Innovating for Impact: Leading Product Development with an Impact and ESG Lens

By Jonty Rawlins, Executive Director - Sustainability | Platcorp Group

There's a phrase I find myself pushing back on fairly often: "doing well by doing good." It sounds right, but it lets institutions off the hook too easily, as if impact is a reward for financial success rather than a precondition for it. At Platcorp, we see things differently. ESG and impact are not the goodwill appendix at the back of our annual report. They are built into how we design products, price risk, and make lending decisions from the outset.

That shift from CSR as charity to ESG as strategy is happening across the African financial sector and not a moment too soon.

The Landscape Is Changing

Africa's climate finance needs are estimated at $2.5–$2.8 trillion by 2030, yet capital flows still fall far short. The institutions that will close that gap are the ones moving beyond sustainability as a "department" to sustainability as a "discipline," embedding climate and social considerations into their core credit models. 

We are also seeing meaningful moves regionally; RMB's first social bond issuance for female-owned businesses — raising 2.5 billion rand — signals that gender-lens investing is graduating from aspiration into a bankable product category. KCB Foundation's 2Jiajiri programme has supported around 37,000 businesses through vocational training and access to finance, creating almost 61,000 jobs. These aren't fringe initiatives; they are evidence that well-designed inclusive finance generates real economic activity.

What This Looks Like in Practice

We operate across Kenya, Uganda, Tanzania, Zambia, and South Africa, serving over 350,000 active borrowers — 49% in rural areas; 54% of our MSME clients are women; and our average loan size is around $385. That context shapes everything about how we build products.

Our agricultural finance portfolio is a case in point. We now reach over 54,000 smallholder farming clients, and for every agri loan we originate, we require participation in agronomist-led training on climate-smart farming. This is not philanthropy, it's risk management. A farmer who understands drought-resilient crop varieties and soil management is a better credit risk. Climate resilience and portfolio quality move together.

The same logic applies to our clean energy lending. Solar, biogas, and water tank loans reduce household energy and water costs, thereby directly increasing the disposable income available for repayment. When we finance a household solar system, we simultaneously reduce climate vulnerability and build a more resilient borrower. The impact and the commercial logic are the same decision.

Measuring What Matters

It's not enough to count loans; we have to track whether borrowers are genuinely better off. We are rolling out the Poverty Probability Index (PPI) across our loan origination process, giving us a household-level poverty score at origination and at loan maturity. This lets us ask the honest question: Did this lending move someone forward?

We have measured operational Scope 1 and 2 emissions since 2020, with a Net Zero 2040 target and a commitment to report Scope 3 financed emissions for the first time in 2026. For a microfinance institution, financed emissions are where the real climate story lies, and we intend to tell it with data.

The Access to Capital Argument

There is also a straightforward commercial case. Institutions that build credible ESG infrastructure attract institutional capital from partners who need confidence that their money is deployed responsibly. Our partnerships with IFC, Swedfund, Symbiotics and Enabling Qapital are the direct result of building that credibility systematically, not claiming impact, but demonstrating it.

ESG, when done well, is not a constraint on growth. When you properly finance farmers, train them, screen for climate risk, and track outcomes, you get lower defaults, stronger client relationships, and a portfolio built to withstand shocks. When inclusion is your core proposition rather than an afterthought, you access markets others have written off and build something durable. That is the innovation we are committed to at Platcorp: impact-led product development that makes the business stronger while genuinely changing lives.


TASK DESCRIPTION -> Only the number is needed: how many lines in the entries below contain the string "Where"?

++++ DATA SHOWN ++++

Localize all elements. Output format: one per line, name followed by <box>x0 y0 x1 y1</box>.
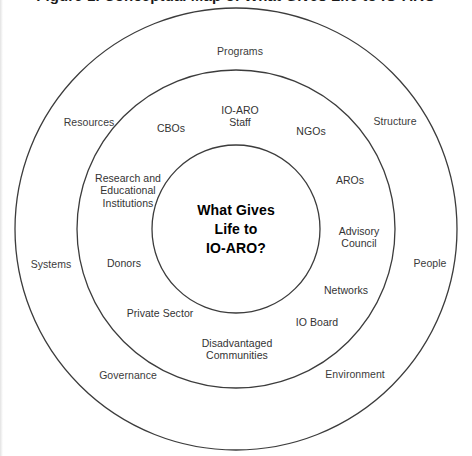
concentric-circle-diagram: What Gives Life to IO-ARO? CBOsIO-ARO St… <box>0 0 472 456</box>
ring-label-people: People <box>414 257 447 269</box>
ring-label-advisory-council: Advisory Council <box>339 225 380 250</box>
ring-label-aros: AROs <box>336 174 364 186</box>
ring-label-cbos: CBOs <box>157 122 185 134</box>
ring-label-structure: Structure <box>373 115 416 127</box>
ring-label-programs: Programs <box>217 45 263 57</box>
ring-label-disadvantaged-communities: Disadvantaged Communities <box>202 337 273 362</box>
ring-label-io-aro-staff: IO-ARO Staff <box>221 104 259 129</box>
ring-label-ngos: NGOs <box>296 125 325 137</box>
ring-label-environment: Environment <box>325 368 385 380</box>
ring-label-donors: Donors <box>107 257 141 269</box>
ring-label-systems: Systems <box>31 258 72 270</box>
core-question-label: What Gives Life to IO-ARO? <box>197 201 275 258</box>
ring-label-research-and-educational-institutions: Research and Educational Institutions <box>95 172 161 209</box>
ring-label-private-sector: Private Sector <box>127 307 194 319</box>
ring-label-resources: Resources <box>64 116 115 128</box>
ring-label-governance: Governance <box>99 369 157 381</box>
ring-label-networks: Networks <box>324 284 368 296</box>
ring-label-io-board: IO Board <box>296 316 338 328</box>
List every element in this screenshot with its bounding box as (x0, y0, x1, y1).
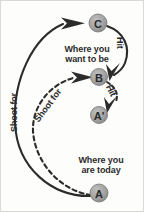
node-a-prime: A' (91, 107, 108, 124)
caption-today-line-1: Where you (75, 155, 127, 165)
diagram-canvas: C B A' A (1, 1, 144, 212)
node-a: A (90, 184, 108, 202)
arrowhead-dashed-to-b (71, 72, 93, 84)
caption-want-line-2: want to be (61, 54, 113, 64)
node-b: B (91, 69, 108, 86)
edge-label-shoot-for-solid: Shoot for (9, 93, 19, 132)
caption-where-you-want-to-be: Where you want to be (61, 44, 113, 64)
caption-where-you-are-today: Where you are today (75, 155, 127, 175)
caption-want-line-1: Where you (61, 44, 113, 54)
goal-setting-diagram: C B A' A Where you want to be Where you … (0, 0, 144, 212)
caption-today-line-2: are today (75, 165, 127, 175)
edge-label-hit-from-c: Hit (115, 37, 125, 49)
node-c: C (89, 14, 107, 32)
edge-shoot-for-dashed (33, 72, 93, 196)
arrowhead-to-c (61, 18, 85, 30)
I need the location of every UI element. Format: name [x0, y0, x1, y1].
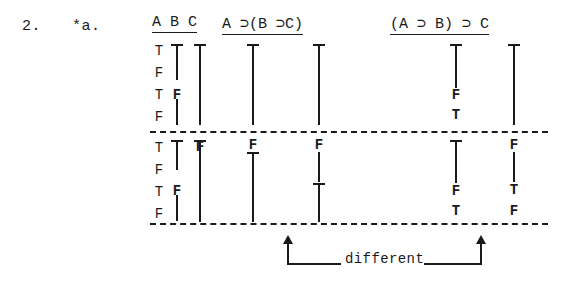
cell-A-row5: T	[152, 141, 166, 155]
ditto-stroke-f2main-rows1-4	[513, 44, 515, 125]
cell-A-row3: T	[152, 88, 166, 102]
cell-f2main-row7: T	[507, 183, 521, 197]
ditto-stroke-C-rows1-4	[199, 44, 201, 125]
ditto-stroke-C-rows5-8	[199, 140, 201, 222]
cell-A-row1: T	[152, 44, 166, 58]
row-group-divider-lower	[150, 223, 548, 225]
right-arrow-riser	[480, 243, 482, 265]
ditto-stroke-B-rows7-8	[176, 195, 178, 221]
right-arrow-icon	[476, 235, 486, 244]
exercise-number: 2.	[22, 18, 41, 35]
exercise-part: *a.	[72, 18, 101, 35]
cell-f2main-row5: F	[507, 138, 521, 152]
ditto-stroke-f1inner-row6	[318, 152, 320, 182]
cell-f2inner-row7: F	[449, 184, 463, 198]
cell-A-row6: F	[152, 163, 166, 177]
cell-f1main-row5: F	[246, 138, 260, 152]
cell-A-row8: F	[152, 207, 166, 221]
cell-A-row7: T	[152, 185, 166, 199]
cell-A-row4: F	[152, 110, 166, 124]
ditto-stroke-B-rows3-4	[176, 99, 178, 125]
cell-f2main-row8: F	[507, 204, 521, 218]
ditto-stroke-f2inner-rows1-2	[455, 44, 457, 88]
ditto-stroke-f1main-rows6-8	[252, 152, 254, 222]
ditto-stroke-f1inner-rows7-8	[318, 183, 320, 222]
ditto-stroke-f2main-row6	[513, 152, 515, 182]
cell-f2inner-row4: T	[449, 108, 463, 122]
different-label: different	[345, 251, 424, 267]
left-arrow-leader	[287, 263, 341, 265]
right-arrow-leader	[424, 263, 482, 265]
ditto-stroke-f1inner-rows1-4	[318, 44, 320, 125]
worksheet-page: 2. *a. A B C A ⊃(B ⊃C) (A ⊃ B) ⊃ C T F T…	[0, 0, 568, 285]
cell-f2inner-row8: T	[449, 204, 463, 218]
left-arrow-riser	[287, 243, 289, 265]
cell-A-row2: F	[152, 66, 166, 80]
ditto-stroke-f1main-rows1-4	[252, 44, 254, 125]
cell-f1inner-row5: F	[312, 138, 326, 152]
header-variables: A B C	[152, 14, 197, 33]
cell-f2inner-row3: F	[449, 88, 463, 102]
ditto-stroke-f2inner-rows5-6	[455, 140, 457, 183]
row-group-divider-upper	[150, 131, 548, 133]
header-formula-2: (A ⊃ B) ⊃ C	[390, 14, 489, 35]
ditto-stroke-B-rows1-2	[176, 44, 178, 80]
ditto-stroke-B-rows5-6	[176, 140, 178, 170]
header-formula-1: A ⊃(B ⊃C)	[222, 14, 303, 35]
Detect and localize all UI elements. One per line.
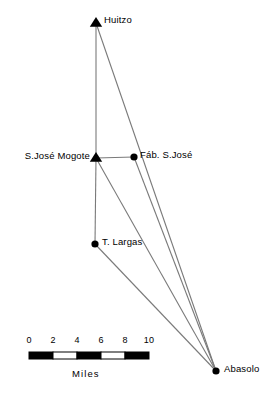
scale-units-label: Miles	[72, 369, 100, 379]
map-link-s-jose-mogote-to-t-largas	[95, 158, 96, 244]
site-label-fab-s-jose: Fáb. S.José	[140, 150, 192, 160]
site-marker-circle-fab-s-jose[interactable]	[130, 153, 137, 160]
scale-bar-segment-1	[53, 352, 77, 359]
scale-tick-label-8: 8	[115, 336, 135, 345]
scale-bar-segment-3	[101, 352, 125, 359]
link-layer	[95, 23, 216, 371]
site-marker-triangle-s-jose-mogote[interactable]	[90, 152, 102, 162]
site-label-t-largas: T. Largas	[102, 237, 142, 247]
scale-bar-segment-2	[77, 352, 101, 359]
site-location-map: HuitzoS.José MogoteFáb. S.JoséT. LargasA…	[0, 0, 276, 398]
map-link-huitzo-to-abasolo	[96, 23, 216, 371]
site-label-huitzo: Huitzo	[104, 15, 132, 25]
map-canvas	[0, 0, 276, 398]
site-marker-circle-abasolo[interactable]	[212, 367, 219, 374]
scale-tick-label-0: 0	[19, 336, 39, 345]
site-label-abasolo: Abasolo	[224, 364, 259, 374]
scale-bar-segment-0	[29, 352, 53, 359]
scale-bar-graphic	[29, 352, 149, 359]
site-marker-triangle-huitzo[interactable]	[90, 17, 102, 27]
scale-tick-label-4: 4	[67, 336, 87, 345]
scale-bar-segment-4	[125, 352, 149, 359]
site-label-s-jose-mogote: S.José Mogote	[25, 151, 90, 161]
scale-tick-label-6: 6	[91, 336, 111, 345]
marker-layer	[90, 17, 220, 375]
map-link-s-jose-mogote-to-fab-s-jose	[96, 157, 134, 158]
site-marker-circle-t-largas[interactable]	[91, 240, 98, 247]
scale-tick-label-10: 10	[139, 336, 159, 345]
scale-tick-label-2: 2	[43, 336, 63, 345]
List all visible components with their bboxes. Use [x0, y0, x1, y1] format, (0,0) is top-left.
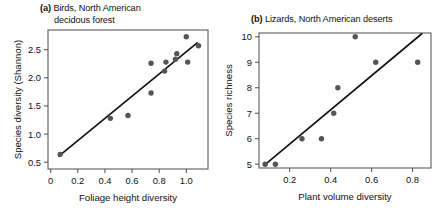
- data-point: [273, 161, 278, 166]
- data-point: [373, 60, 378, 65]
- figure-container: (a) Birds, North American decidous fores…: [0, 0, 438, 213]
- y-tick-label: 10: [242, 31, 252, 42]
- data-point: [319, 136, 324, 141]
- x-tick-label: 0.6: [126, 175, 139, 186]
- y-tick-label: 0.5: [28, 157, 41, 168]
- data-point: [353, 34, 358, 39]
- data-point: [174, 51, 179, 56]
- data-point: [58, 152, 63, 157]
- data-point: [196, 43, 201, 48]
- y-tick-label: 2.0: [28, 72, 41, 83]
- x-tick-label: 0.4: [98, 175, 111, 186]
- x-tick-label: 0.2: [283, 174, 296, 185]
- regression-line: [264, 34, 422, 166]
- x-tick-label: 0.8: [153, 175, 166, 186]
- y-tick-label: 1.5: [28, 100, 41, 111]
- x-tick-label: 1.0: [180, 175, 193, 186]
- data-point: [148, 90, 153, 95]
- data-point: [184, 34, 189, 39]
- y-tick-label: 7: [247, 108, 252, 119]
- x-tick-label: 0.2: [71, 175, 84, 186]
- data-point: [299, 136, 304, 141]
- data-point: [335, 85, 340, 90]
- chart-panel-b: (b) Lizards, North American deserts 0.20…: [219, 0, 438, 213]
- x-axis-label: Foliage height diversity: [79, 192, 177, 203]
- panel-a-plot: 00.20.40.60.81.00.51.01.52.02.5Foliage h…: [0, 0, 219, 213]
- x-tick-label: 0: [48, 175, 53, 186]
- y-tick-label: 2.5: [28, 44, 41, 55]
- data-point: [262, 161, 267, 166]
- y-tick-label: 5: [247, 159, 252, 170]
- x-tick-label: 0.6: [365, 174, 378, 185]
- x-tick-label: 0.8: [406, 174, 419, 185]
- y-tick-label: 8: [247, 82, 252, 93]
- data-point: [148, 61, 153, 66]
- data-point: [108, 116, 113, 121]
- data-point: [185, 59, 190, 64]
- y-tick-label: 9: [247, 57, 252, 68]
- y-axis-label: Species richness: [223, 64, 234, 137]
- x-axis-label: Plant volume diversity: [298, 191, 392, 202]
- data-point: [163, 59, 168, 64]
- data-point: [162, 68, 167, 73]
- data-point: [331, 111, 336, 116]
- y-axis-label: Species diversity (Shannon): [12, 40, 23, 159]
- panel-b-plot: 0.20.40.60.85678910Plant volume diversit…: [219, 0, 438, 213]
- chart-panel-a: (a) Birds, North American decidous fores…: [0, 0, 219, 213]
- x-tick-label: 0.4: [324, 174, 337, 185]
- y-tick-label: 6: [247, 133, 252, 144]
- data-point: [173, 57, 178, 62]
- data-point: [125, 113, 130, 118]
- data-point: [415, 60, 420, 65]
- y-tick-label: 1.0: [28, 129, 41, 140]
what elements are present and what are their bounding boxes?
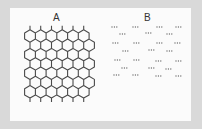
- panel-b-cluster-array: [0, 0, 202, 129]
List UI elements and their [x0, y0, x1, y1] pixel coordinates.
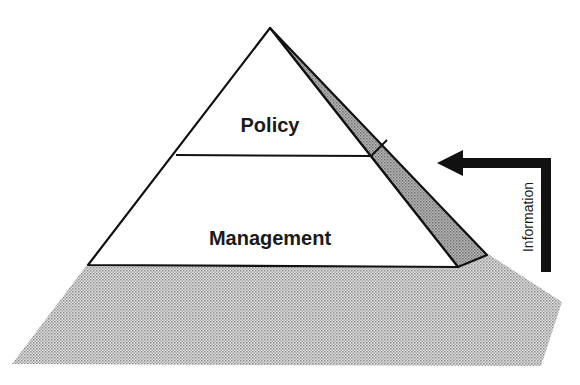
arrow-label-information: Information — [520, 182, 536, 252]
pyramid-diagram: Policy Management Information — [0, 0, 580, 385]
layer-divider — [176, 155, 373, 156]
layer-label-management: Management — [209, 227, 332, 249]
layer-label-policy: Policy — [241, 114, 301, 136]
arrow-head-icon — [437, 150, 463, 176]
ground-shadow — [12, 254, 562, 366]
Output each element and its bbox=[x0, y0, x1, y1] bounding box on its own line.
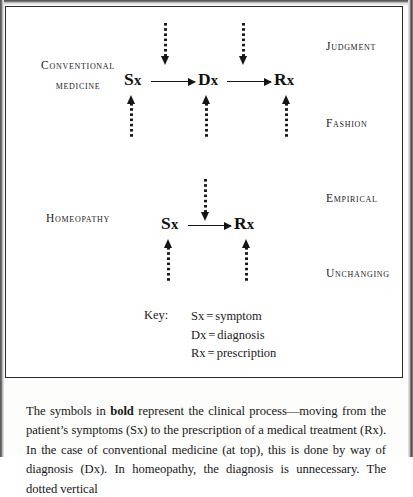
figure-frame: Conventional medicine Sx Dx Rx bbox=[5, 6, 403, 378]
key-equals: = bbox=[204, 309, 215, 323]
row-label-conventional-line2: medicine bbox=[24, 79, 132, 91]
node-head: R bbox=[234, 213, 247, 233]
key-meaning: symptom bbox=[215, 309, 262, 323]
key-symbol: Sx bbox=[191, 309, 204, 323]
page-edge-left bbox=[0, 0, 4, 457]
right-label-empirical: Empirical bbox=[326, 192, 378, 204]
node-sub: x bbox=[211, 72, 218, 88]
caption-bold-word: bold bbox=[110, 404, 134, 418]
row-label-homeopathy: Homeopathy bbox=[24, 212, 132, 224]
dotted-arrow-down-judgment-dx bbox=[161, 23, 170, 65]
key-equals: = bbox=[206, 328, 217, 342]
key-entry-sx: Sx=symptom bbox=[191, 307, 276, 326]
node-conventional-dx: Dx bbox=[198, 69, 218, 90]
right-label-fashion: Fashion bbox=[326, 117, 368, 129]
key-symbol: Rx bbox=[191, 346, 206, 360]
node-head: S bbox=[161, 213, 171, 233]
dotted-arrow-up-fashion-rx bbox=[282, 95, 291, 139]
dotted-arrow-down-judgment-rx bbox=[239, 23, 248, 65]
node-head: R bbox=[274, 69, 287, 89]
arrow-homeopathy-sx-to-rx bbox=[188, 221, 231, 230]
key-equals: = bbox=[206, 346, 217, 360]
dotted-arrow-up-unchanging-sx bbox=[164, 239, 173, 283]
key-entry-list: Sx=symptom Dx=diagnosis Rx=prescription bbox=[191, 307, 276, 363]
key-entry-dx: Dx=diagnosis bbox=[191, 326, 276, 345]
page-edge-top bbox=[0, 0, 413, 5]
node-head: D bbox=[198, 69, 211, 89]
arrow-dx-to-rx bbox=[227, 77, 271, 86]
key-title: Key: bbox=[144, 308, 168, 323]
caption-part1: The symbols in bbox=[26, 404, 110, 418]
row-label-conventional-line1: Conventional bbox=[24, 59, 132, 71]
dotted-arrow-down-empirical-rx bbox=[201, 179, 210, 221]
node-homeopathy-rx: Rx bbox=[234, 213, 254, 234]
right-label-judgment: Judgment bbox=[326, 40, 376, 52]
node-conventional-rx: Rx bbox=[274, 69, 294, 90]
figure-key: Key: Sx=symptom Dx=diagnosis Rx=prescrip… bbox=[144, 307, 276, 363]
dotted-arrow-up-fashion-sx bbox=[127, 95, 136, 139]
key-meaning: diagnosis bbox=[217, 328, 264, 342]
node-sub: x bbox=[171, 216, 178, 232]
node-head: S bbox=[124, 69, 134, 89]
node-homeopathy-sx: Sx bbox=[161, 213, 178, 234]
dotted-arrow-up-unchanging-rx bbox=[242, 239, 251, 283]
right-label-unchanging: Unchanging bbox=[326, 267, 390, 279]
node-sub: x bbox=[287, 72, 294, 88]
key-meaning: prescription bbox=[217, 346, 277, 360]
key-symbol: Dx bbox=[191, 328, 206, 342]
arrow-sx-to-dx bbox=[151, 77, 195, 86]
node-conventional-sx: Sx bbox=[124, 69, 141, 90]
page-edge-right bbox=[408, 0, 413, 457]
node-sub: x bbox=[134, 72, 141, 88]
figure-caption: The symbols in bold represent the clinic… bbox=[26, 402, 386, 497]
dotted-arrow-up-fashion-dx bbox=[202, 95, 211, 139]
key-entry-rx: Rx=prescription bbox=[191, 344, 276, 363]
node-sub: x bbox=[247, 216, 254, 232]
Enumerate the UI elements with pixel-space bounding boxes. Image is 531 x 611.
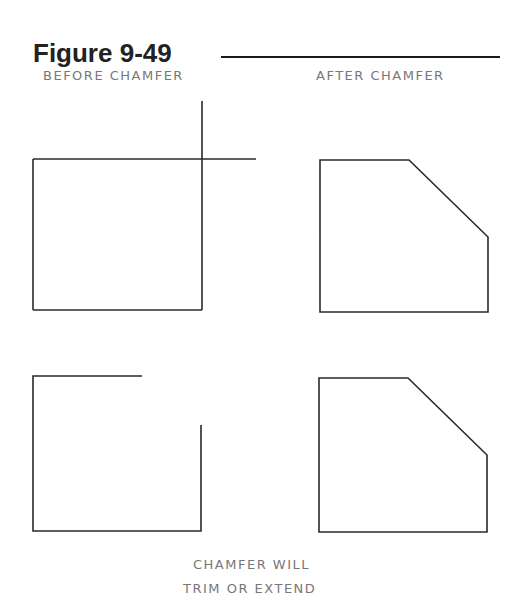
note-line-1: CHAMFER WILL [193, 557, 310, 572]
after-chamfer-shape-top [320, 160, 488, 312]
gapped-outline [33, 376, 201, 531]
after-chamfer-shape-bottom [319, 378, 487, 532]
before-chamfer-overlap-shape [33, 101, 256, 310]
note-line-2: TRIM OR EXTEND [183, 581, 316, 596]
before-chamfer-gap-shape [33, 376, 201, 531]
chamfer-diagram [0, 0, 531, 611]
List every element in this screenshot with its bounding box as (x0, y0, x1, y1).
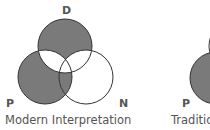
label-n: N (119, 97, 128, 110)
venn-diagrams: D P N Modern Interpretation P Traditio (0, 0, 210, 130)
caption-traditional: Traditio (170, 113, 210, 127)
modern-venn: D P N Modern Interpretation (5, 4, 131, 127)
traditional-venn: P Traditio (170, 19, 210, 127)
label-d: D (62, 4, 71, 17)
label-p-traditional: P (182, 97, 190, 110)
caption-modern: Modern Interpretation (5, 113, 131, 127)
label-p: P (6, 97, 14, 110)
circle-p-traditional (190, 52, 210, 104)
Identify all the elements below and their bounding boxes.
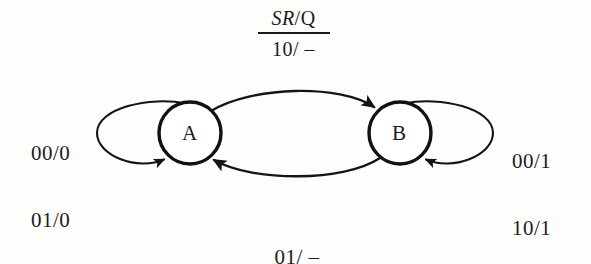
self-loop-labels-b: 00/1 10/1	[512, 107, 551, 264]
transition-label-b-to-a-0: 01/ –	[252, 244, 342, 264]
self-loop-labels-a: 00/0 01/0 11/0	[31, 99, 70, 264]
legend-numerator-output: /Q	[295, 7, 316, 29]
state-label-b: B	[392, 123, 406, 144]
self-loop-label-b-0: 00/1	[512, 149, 551, 174]
self-loop-label-b-1: 10/1	[512, 216, 551, 241]
state-diagram-canvas: A B SR/Q 10/ – 00/0 01/0 11/0 00/1 10/1 …	[0, 0, 591, 264]
transition-arc-a-to-b	[211, 91, 374, 111]
legend-numerator: SR/Q	[241, 6, 346, 31]
legend-denominator: 10/ –	[241, 36, 346, 62]
self-loop-label-a-1: 01/0	[31, 208, 70, 233]
transition-arc-b-to-a	[214, 158, 380, 176]
legend-numerator-inputs: SR	[271, 7, 294, 29]
self-loop-label-a-0: 00/0	[31, 141, 70, 166]
legend-fraction-bar	[258, 32, 330, 34]
transition-labels-b-to-a: 01/ – 11/ –	[252, 202, 342, 264]
state-label-a: A	[182, 123, 197, 144]
legend-key: SR/Q 10/ –	[241, 6, 346, 62]
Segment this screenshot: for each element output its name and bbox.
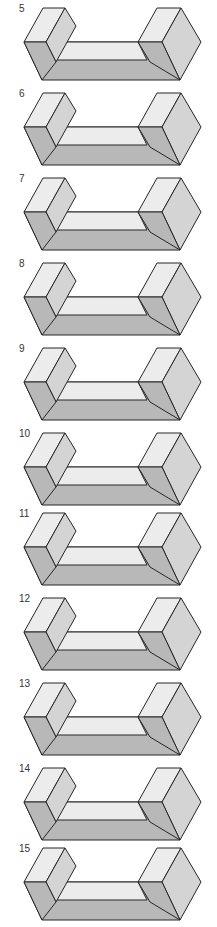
- isometric-shape: [0, 425, 217, 509]
- puzzle-figure: 10: [0, 425, 217, 509]
- isometric-shape: [0, 675, 217, 759]
- isometric-shape: [0, 85, 217, 169]
- puzzle-figure: 6: [0, 85, 217, 169]
- isometric-shape: [0, 505, 217, 589]
- isometric-shape: [0, 590, 217, 674]
- puzzle-figure: 14: [0, 760, 217, 844]
- puzzle-figure: 11: [0, 505, 217, 589]
- puzzle-figure: 12: [0, 590, 217, 674]
- isometric-shape: [0, 340, 217, 424]
- puzzle-figure: 15: [0, 840, 217, 924]
- isometric-shape: [0, 170, 217, 254]
- puzzle-figure: 5: [0, 0, 217, 84]
- isometric-shape: [0, 840, 217, 924]
- puzzle-figure: 8: [0, 255, 217, 339]
- isometric-shape: [0, 255, 217, 339]
- isometric-shape: [0, 0, 217, 84]
- puzzle-figure: 9: [0, 340, 217, 424]
- puzzle-figure: 13: [0, 675, 217, 759]
- isometric-shape: [0, 760, 217, 844]
- puzzle-figure: 7: [0, 170, 217, 254]
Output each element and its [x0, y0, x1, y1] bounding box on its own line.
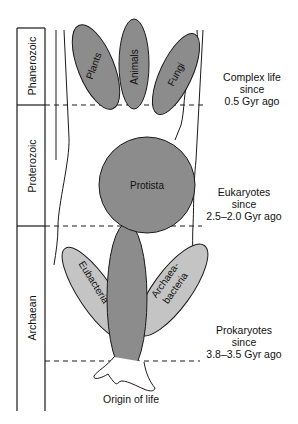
annotation-line: since — [240, 83, 265, 95]
annotation-line: 3.8–3.5 Gyr ago — [206, 348, 281, 360]
annotation-line: Eukaryotes — [218, 186, 271, 198]
protista-label: Protista — [130, 180, 164, 191]
eukaryote-stem — [107, 223, 147, 373]
animals-label: Animals — [129, 49, 140, 85]
eon-label-phanerozoic: Phanerozoic — [26, 37, 38, 95]
eon-label-proterozoic: Proterozoic — [26, 139, 38, 192]
annotation-prokaryotes: Prokaryotes since 3.8–3.5 Gyr ago — [206, 324, 281, 360]
annotation-complex-life: Complex life since 0.5 Gyr ago — [223, 71, 281, 107]
annotation-line: since — [232, 336, 257, 348]
protista-node: Protista — [99, 137, 195, 233]
annotation-line: Complex life — [223, 71, 281, 83]
annotation-line: Prokaryotes — [216, 324, 272, 336]
annotation-line: 2.5–2.0 Gyr ago — [206, 210, 281, 222]
origin-of-life-label: Origin of life — [103, 393, 159, 405]
annotation-line: 0.5 Gyr ago — [225, 95, 280, 107]
annotation-line: since — [232, 198, 257, 210]
tree-of-life-diagram: Eubacteria Archaea- bacteria Protista Pl… — [0, 0, 298, 424]
animals-branch: Animals — [119, 19, 149, 109]
eon-label-archaean: Archaean — [26, 295, 38, 340]
origin-of-life-shape — [94, 357, 155, 391]
annotation-eukaryotes: Eukaryotes since 2.5–2.0 Gyr ago — [206, 186, 281, 222]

++++

RESULT OF THIS EXERCISE -> 5